I'm using a C library in C++ and wrote a wrapper. At one point I need to convert an std::string
to a c-style string. There is a class with a function, which returns a string. Casting the returned string works if the string is short, otherwise not. Here is a simple and reduced example illustrating the issue:
#include <iostream>
#include <string>
class StringBox {
public:
std::string getString() const { return text_; }
StringBox(std::string text) : text_(text){};
private:
std::string text_;
};
int main(int argc, char **argv) {
const unsigned char *castString = NULL;
std::string someString = "I am a loooooooooooooooooong string"; // Won't work
// std::string someString = "hello"; // This one works
StringBox box(someString);
castString = (const unsigned char *)box.getString().c_str();
std::cout << "castString: " << castString << std::endl;
return 0;
}
Executing the file above prints this to the console:
castString:
whereas if I swap the commenting on someString
, it correctly prints
castString: hello
How is this possible?
You are invoking c_str
on a temporary string object retuned by the getString()
member function. The pointer returned by c_str()
is only valid as long as the original string object exists, so at the end of the line where you assign castString
it ends up being a dangling pointer. Officially, this leads to undefined behavior.
So why does this work for short strings? I suspect that you're seeing the effects of the Short String Optimization, an optimization where for strings less than a certain length the character data is stored inside the bytes of the string object itself rather than in the heap. It's possible that the temporary string that was returned was stored on the stack, so when it was cleaned up no deallocations occurred and the pointer to the expired string object still holds your old string bytes. This seems consistent with what you're seeing, but it still doesn't mean what you're doing is a good idea. :-)
box.getString()
is an anonymous temporary. c_str()
is only valid for the length of the variable.
So in your case, c_str()
is invalidated by the time you get to the std::cout
. The behaviour of reading the pointer contents is undefined.
(Interestingly the behaviour of your short string is possibly different due to std::string
storing short strings in a different way.)
As you return by value
box.getString()
is a temporary and so
box.getString().c_str()
is valid only during the expression, then it is a dangling pointer.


# Your task
In the listing below, the lines starting at the line with "This screenshot has height=571, width=1234." and ending at the line with "What do you see at coordinates (655, 559)" are to be output verbatim. Images stay out of the copy.

# Given entries

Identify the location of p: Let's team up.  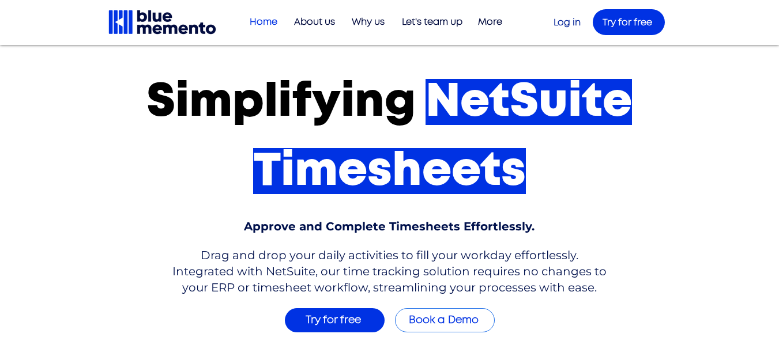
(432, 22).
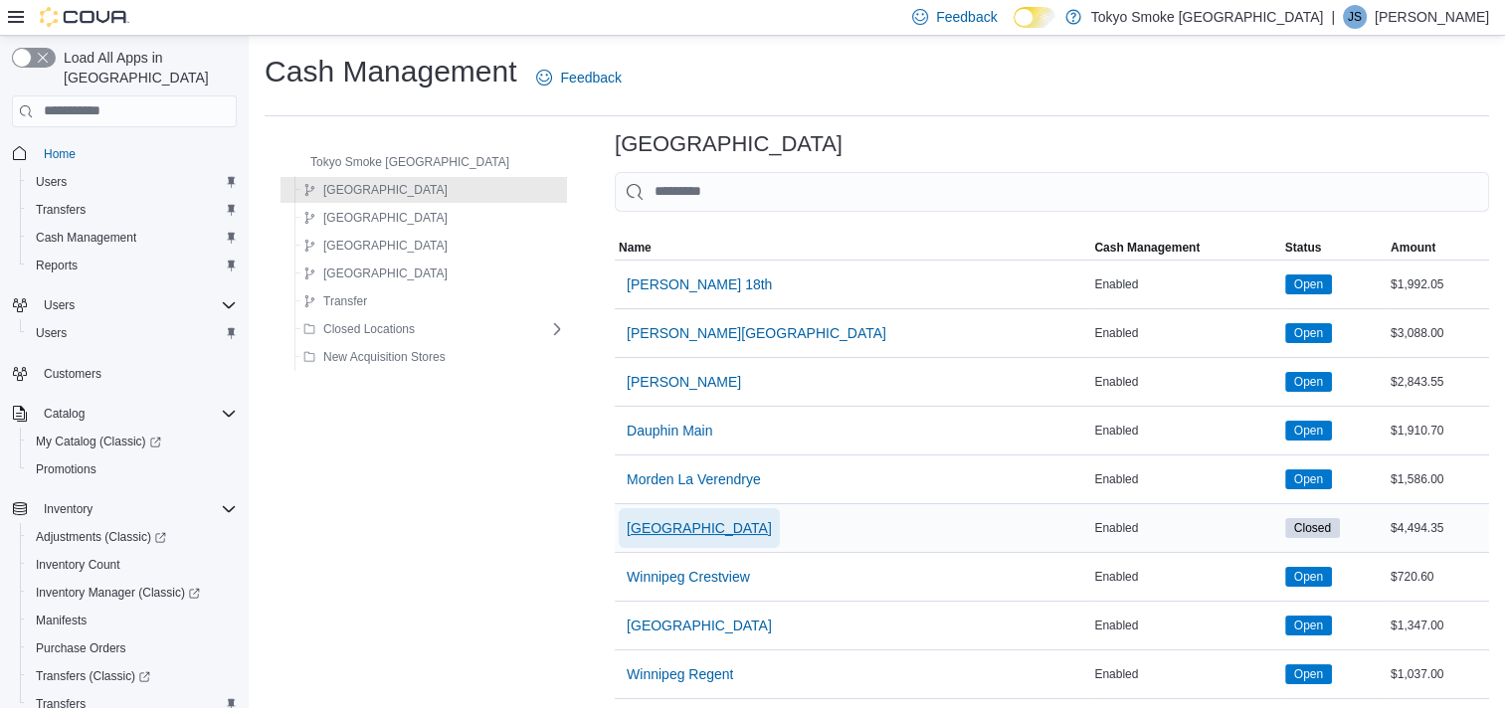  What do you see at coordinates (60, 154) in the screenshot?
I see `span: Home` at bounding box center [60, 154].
* * *
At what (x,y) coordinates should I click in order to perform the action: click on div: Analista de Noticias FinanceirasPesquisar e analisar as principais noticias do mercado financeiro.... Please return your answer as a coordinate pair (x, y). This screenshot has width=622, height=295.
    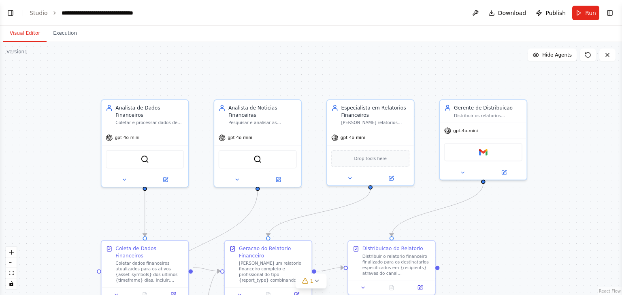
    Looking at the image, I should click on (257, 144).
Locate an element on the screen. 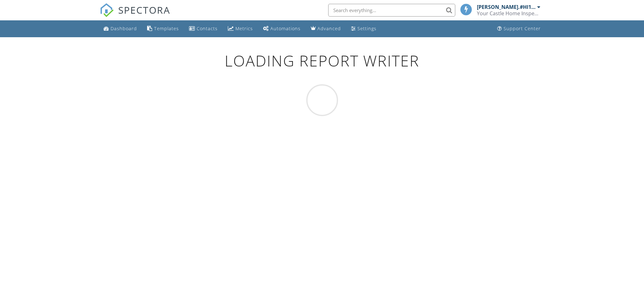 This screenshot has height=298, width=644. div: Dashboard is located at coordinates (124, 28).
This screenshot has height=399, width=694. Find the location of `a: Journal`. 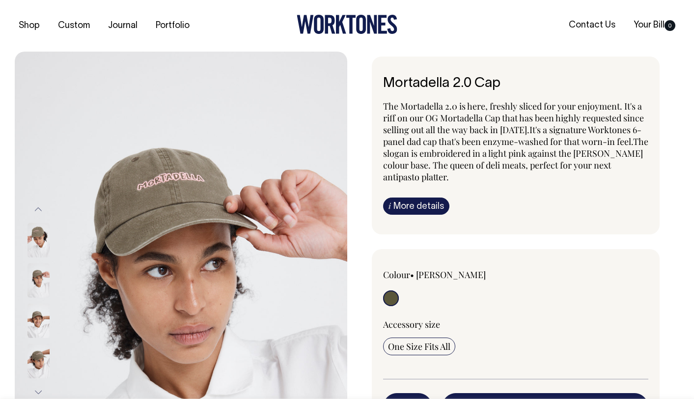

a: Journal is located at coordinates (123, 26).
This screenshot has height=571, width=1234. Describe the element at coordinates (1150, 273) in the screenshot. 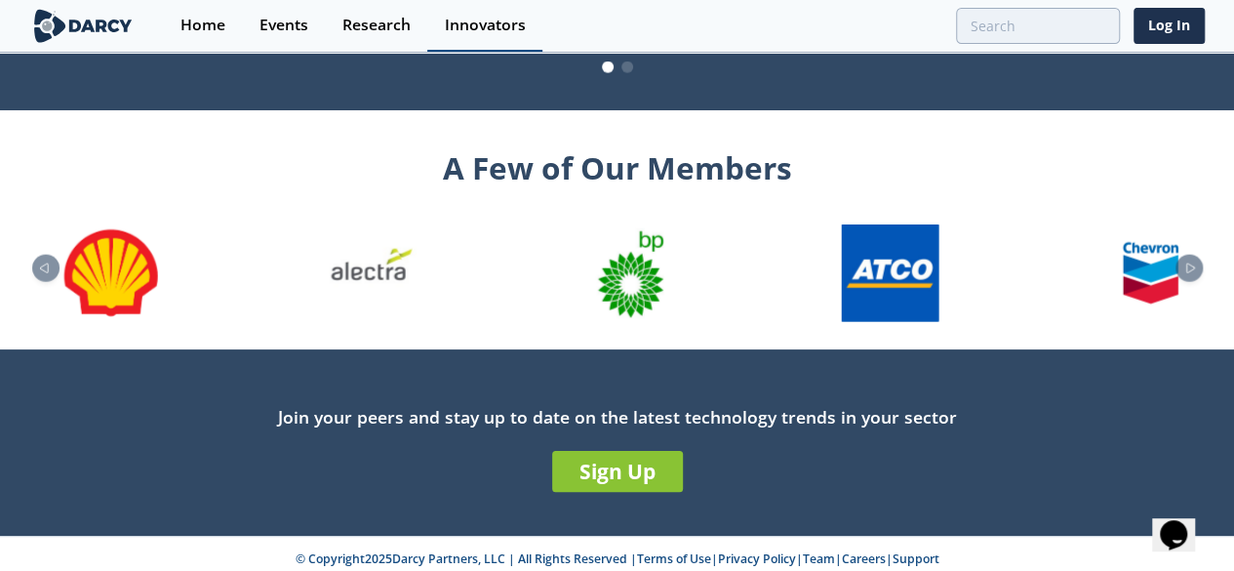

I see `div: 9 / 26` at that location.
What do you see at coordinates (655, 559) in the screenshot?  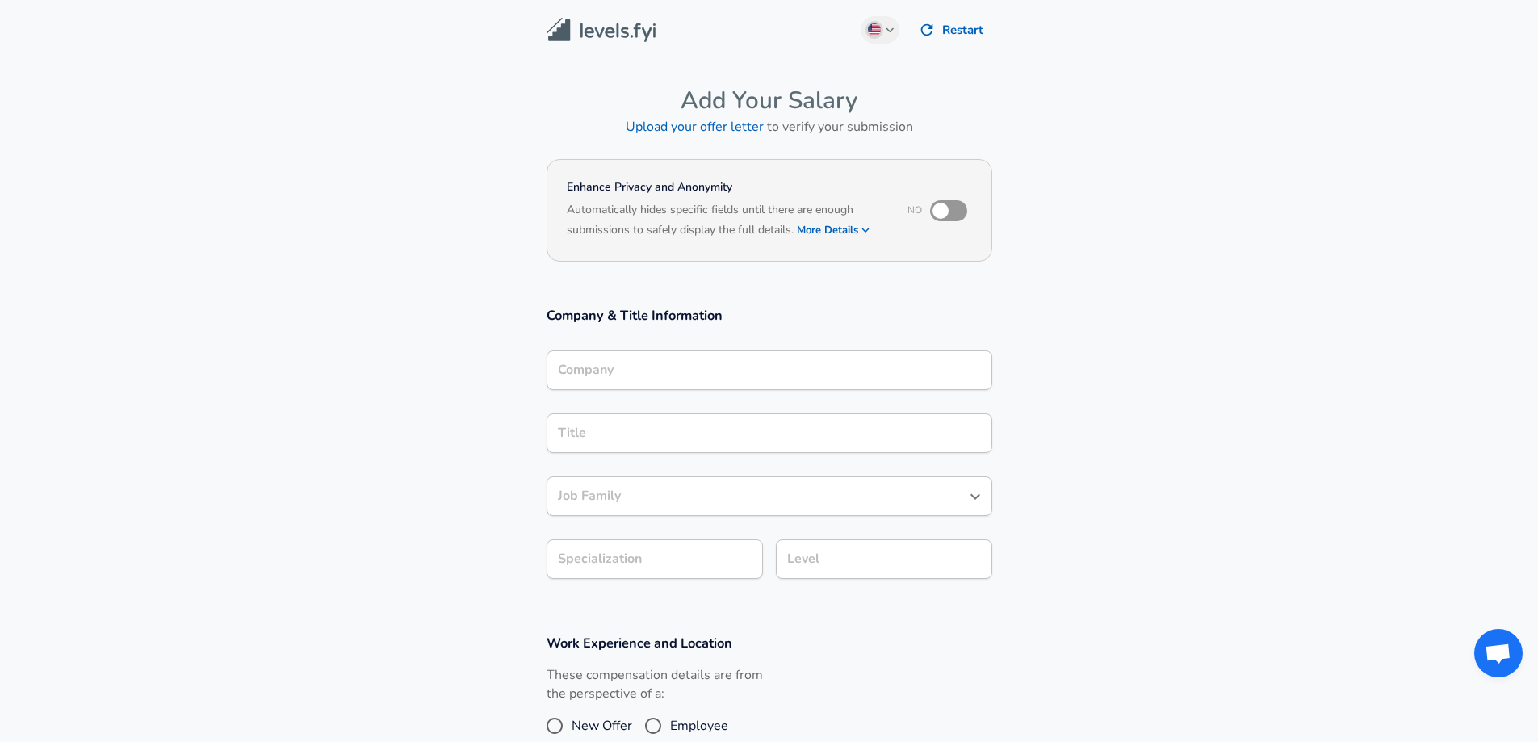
--
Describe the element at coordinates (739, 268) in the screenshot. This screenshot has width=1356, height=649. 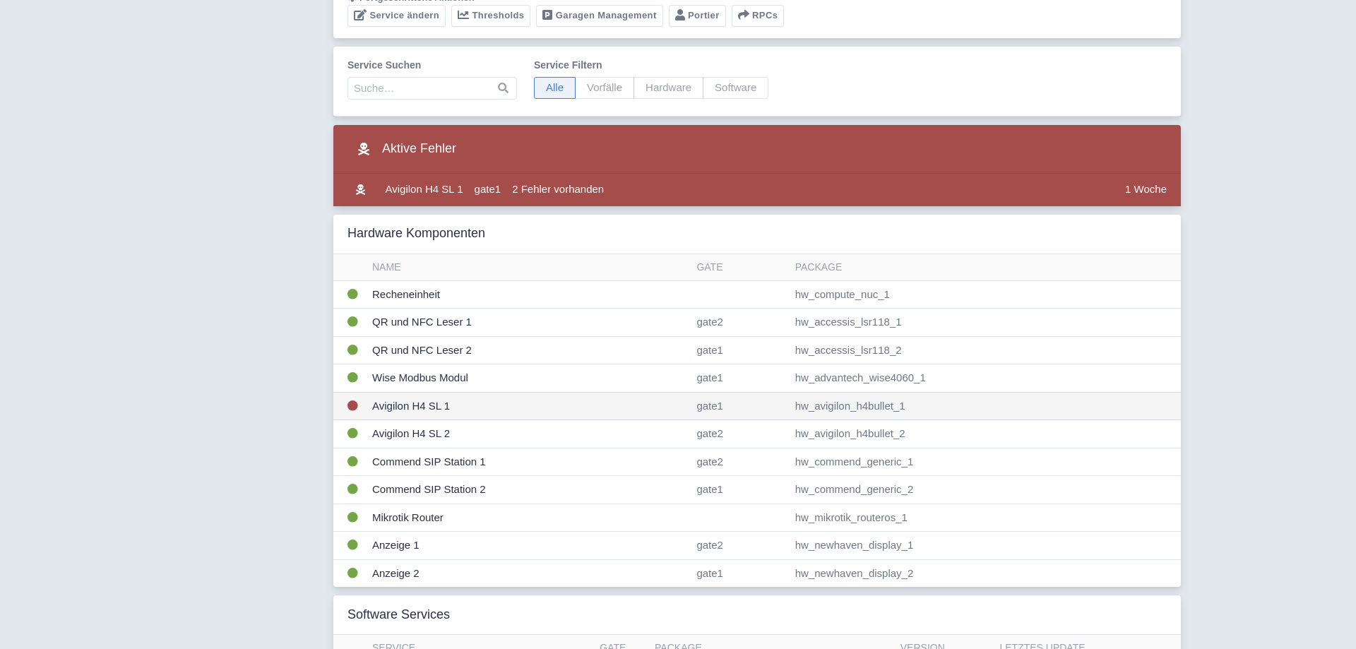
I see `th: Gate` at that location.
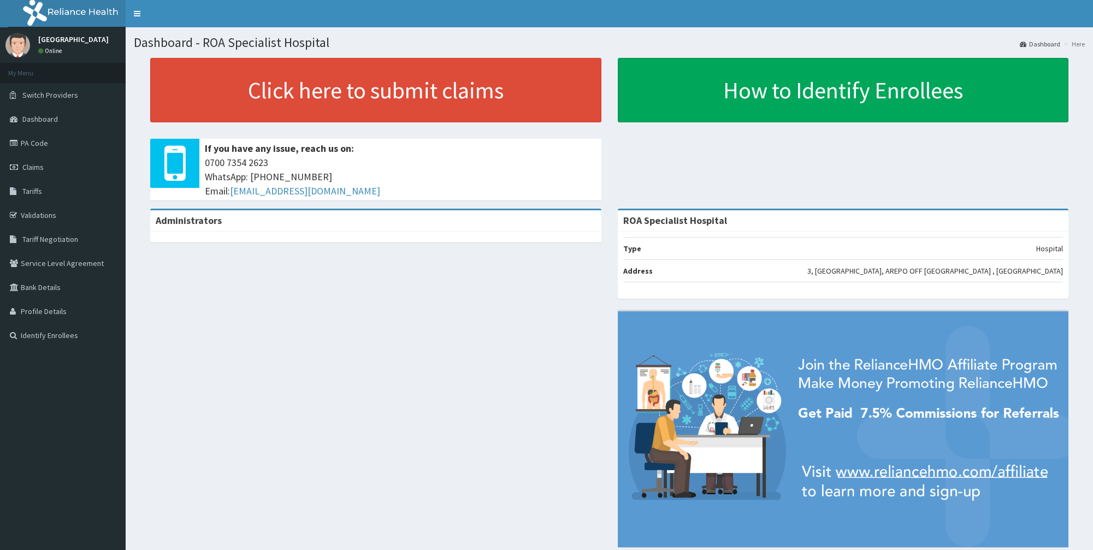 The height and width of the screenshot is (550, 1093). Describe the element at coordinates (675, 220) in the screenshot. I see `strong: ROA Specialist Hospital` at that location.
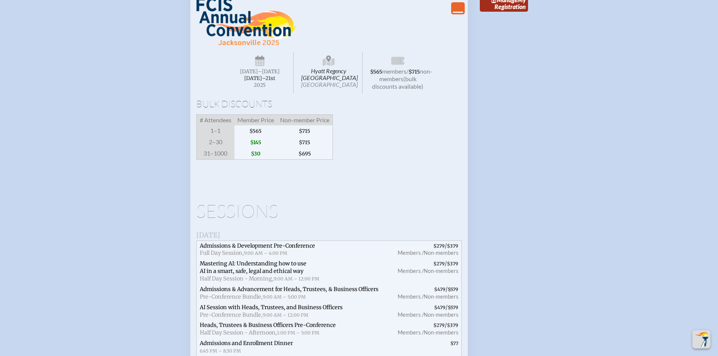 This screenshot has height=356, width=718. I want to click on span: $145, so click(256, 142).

# Result of this task
This screenshot has height=571, width=1234. Describe the element at coordinates (1150, 273) in the screenshot. 

I see `div: 9 / 26` at that location.
What do you see at coordinates (655, 559) in the screenshot?  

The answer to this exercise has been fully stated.